Tom Clancy's The Division 2: Performance On AMD and Nvidia GPUs

CPU, RAM, and Graphics Memory Performance

Now we're going to look at how The Division 2 manages the CPU resources at its disposal. Ubisoft's minimum requirements specify a quad-core processor, so our Ryzen should theoretically run well. We tested the chip with simultaneous multi-threading enabled under DirectX 11 and DirectX 12 using a 1920 x 1080 resolution. We also limited the game's frame rate to 60 FPS for an ideal comparison between AMD's Radeon RX 580 and Nvidia's GeForce GTX 1060 6GB.

DirectX 12

The Snowdrop Engine appears to be well-optimized for threading; no logical core seems significantly more utilized than the others. It also looks like the engine has a preference for physical cores.

Overall, host processor utilization looks a little higher on the GeForce GTX 1060 6GB than AMD's card.
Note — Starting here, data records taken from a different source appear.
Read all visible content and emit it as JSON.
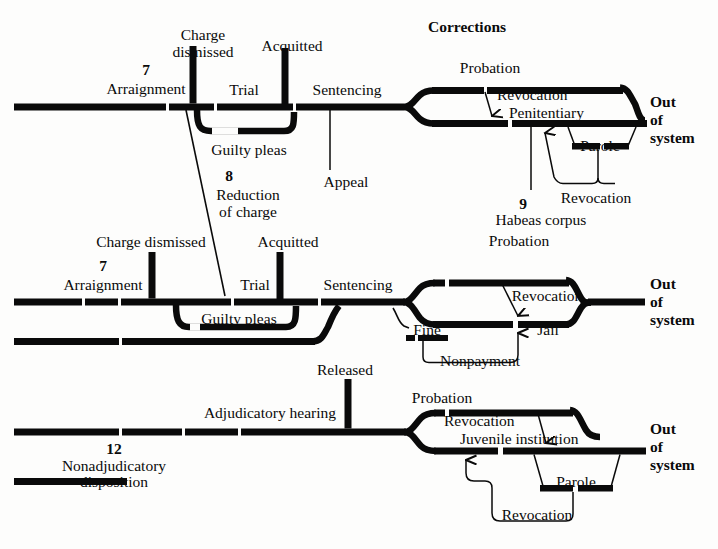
{
  "diagram": {
    "title": "Corrections"
  },
  "rows": {
    "felony": {
      "stages": [
        "Arraignment",
        "Trial",
        "Sentencing"
      ],
      "numbers": [
        {
          "value": "7",
          "label": "Arraignment"
        },
        {
          "value": "8",
          "label": "Reduction of charge"
        },
        {
          "value": "9",
          "label": "Habeas corpus"
        }
      ],
      "exits": [
        "Charge dismissed",
        "Acquitted",
        "Appeal"
      ],
      "branches": [
        "Guilty pleas",
        "Reduction of charge"
      ],
      "corrections": [
        "Probation",
        "Revocation",
        "Penitentiary",
        "Parole",
        "Revocation"
      ],
      "outcome": [
        "Out",
        "of",
        "system"
      ]
    },
    "misdemeanor": {
      "stages": [
        "Arraignment",
        "Trial",
        "Sentencing"
      ],
      "numbers": [
        {
          "value": "7",
          "label": "Arraignment"
        }
      ],
      "exits": [
        "Charge dismissed",
        "Acquitted"
      ],
      "branches": [
        "Guilty pleas"
      ],
      "corrections": [
        "Probation",
        "Revocation",
        "Fine",
        "Nonpayment",
        "Jail"
      ],
      "outcome": [
        "Out",
        "of",
        "system"
      ]
    },
    "juvenile": {
      "stages": [
        "Adjudicatory hearing"
      ],
      "numbers": [
        {
          "value": "12",
          "label": "Nonadjudicatory disposition"
        }
      ],
      "exits": [
        "Released"
      ],
      "corrections": [
        "Probation",
        "Revocation",
        "Juvenile institution",
        "Parole",
        "Revocation"
      ],
      "outcome": [
        "Out",
        "of",
        "system"
      ]
    }
  },
  "labels": {
    "corrections_title": "Corrections",
    "charge_dismissed_1": "Charge",
    "charge_dismissed_2": "dismissed",
    "acquitted": "Acquitted",
    "num_7a": "7",
    "arraignment_a": "Arraignment",
    "trial_a": "Trial",
    "sentencing_a": "Sentencing",
    "guilty_pleas_a": "Guilty pleas",
    "appeal": "Appeal",
    "num_8": "8",
    "reduction_1": "Reduction",
    "reduction_2": "of charge",
    "probation_a": "Probation",
    "revocation_a": "Revocation",
    "penitentiary": "Penitentiary",
    "parole_a": "Parole",
    "revocation_a2": "Revocation",
    "num_9": "9",
    "habeas_corpus": "Habeas corpus",
    "out_a1": "Out",
    "out_a2": "of",
    "out_a3": "system",
    "charge_dismissed_b": "Charge dismissed",
    "acquitted_b": "Acquitted",
    "num_7b": "7",
    "arraignment_b": "Arraignment",
    "trial_b": "Trial",
    "sentencing_b": "Sentencing",
    "guilty_pleas_b": "Guilty pleas",
    "probation_b": "Probation",
    "revocation_b": "Revocation",
    "fine": "Fine",
    "nonpayment": "Nonpayment",
    "jail": "Jail",
    "out_b1": "Out",
    "out_b2": "of",
    "out_b3": "system",
    "released": "Released",
    "adjudicatory_hearing": "Adjudicatory hearing",
    "num_12": "12",
    "nonadjudicatory_1": "Nonadjudicatory",
    "nonadjudicatory_2": "disposition",
    "probation_c": "Probation",
    "revocation_c": "Revocation",
    "juvenile_institution": "Juvenile institution",
    "parole_c": "Parole",
    "revocation_c2": "Revocation",
    "out_c1": "Out",
    "out_c2": "of",
    "out_c3": "system"
  },
  "colors": {
    "ink": "#0a0a0a",
    "background": "#fdfdfc"
  }
}
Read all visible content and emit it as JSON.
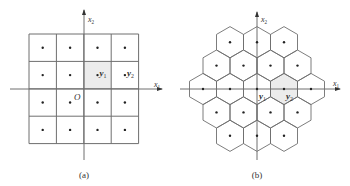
{
  "panels": [
    {
      "id": "a",
      "caption": "(a)",
      "lattice": "square",
      "origin": [
        84,
        89
      ],
      "cell": 27.4,
      "grid": {
        "cols": 4,
        "rows": 4,
        "left": 29,
        "top": 34
      },
      "shaded_cell": {
        "col": 2,
        "row": 1
      },
      "axis_labels": {
        "x": "x",
        "x_sub": "1",
        "y": "x",
        "y_sub": "2",
        "origin": "O"
      },
      "points": [
        {
          "label": "y",
          "sub": "1",
          "col": 2,
          "row": 1
        },
        {
          "label": "y",
          "sub": "2",
          "col": 3,
          "row": 1
        }
      ]
    },
    {
      "id": "b",
      "caption": "(b)",
      "lattice": "hexagonal",
      "origin": [
        257,
        89
      ],
      "spacing_x": 27,
      "spacing_y": 23.4,
      "rows": [
        {
          "dy": -2,
          "offsets": [
            -1,
            0,
            1
          ]
        },
        {
          "dy": -1,
          "offsets": [
            -1.5,
            -0.5,
            0.5,
            1.5
          ]
        },
        {
          "dy": 0,
          "offsets": [
            -2,
            -1,
            0,
            1,
            2
          ]
        },
        {
          "dy": 1,
          "offsets": [
            -1.5,
            -0.5,
            0.5,
            1.5
          ]
        },
        {
          "dy": 2,
          "offsets": [
            -1,
            0,
            1
          ]
        }
      ],
      "shaded_hex": {
        "dy": 0,
        "offset": 1
      },
      "axis_labels": {
        "x": "x",
        "x_sub": "1",
        "y": "x",
        "y_sub": "2"
      },
      "points": [
        {
          "label": "y",
          "sub": "1",
          "dy": 0,
          "offset": 0
        },
        {
          "label": "y",
          "sub": "2",
          "dy": 0,
          "offset": 1
        }
      ]
    }
  ]
}
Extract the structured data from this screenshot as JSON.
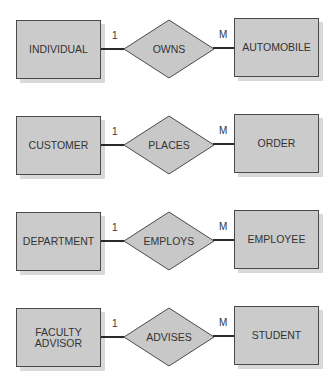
{
  "diagram": {
    "type": "entity-relationship",
    "relationships": [
      {
        "left_entity": "INDIVIDUAL",
        "relationship": "OWNS",
        "right_entity": "AUTOMOBILE",
        "left_cardinality": "1",
        "right_cardinality": "M"
      },
      {
        "left_entity": "CUSTOMER",
        "relationship": "PLACES",
        "right_entity": "ORDER",
        "left_cardinality": "1",
        "right_cardinality": "M"
      },
      {
        "left_entity": "DEPARTMENT",
        "relationship": "EMPLOYS",
        "right_entity": "EMPLOYEE",
        "left_cardinality": "1",
        "right_cardinality": "M"
      },
      {
        "left_entity": "FACULTY ADVISOR",
        "relationship": "ADVISES",
        "right_entity": "STUDENT",
        "left_cardinality": "1",
        "right_cardinality": "M"
      }
    ],
    "colors": {
      "entity_fill": "#cbcbcb",
      "relationship_fill": "#c8c8c8",
      "line": "#2a2a2a"
    }
  }
}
System and graphics memory occupancy is higher with the Radeon RX 580 under DirectX 12.

DirectX 11

The workload gets tougher under DirectX 11 as CPU utilization increases on both graphics cards. Our Ryzen processor is uniformly more taxed with a GeForce GTX 1060 6GB installed. Strangely, we notice an imbalance in the way logical cores are leveraged with a Radeon RX 580 in our test system. Two or three threads seem more loaded than the others.

When we switch to DirectX 11, the game becomes more memory-intensive with a GeForce installed than a Radeon, while graphics memory occupancy is still higher on the Radeon.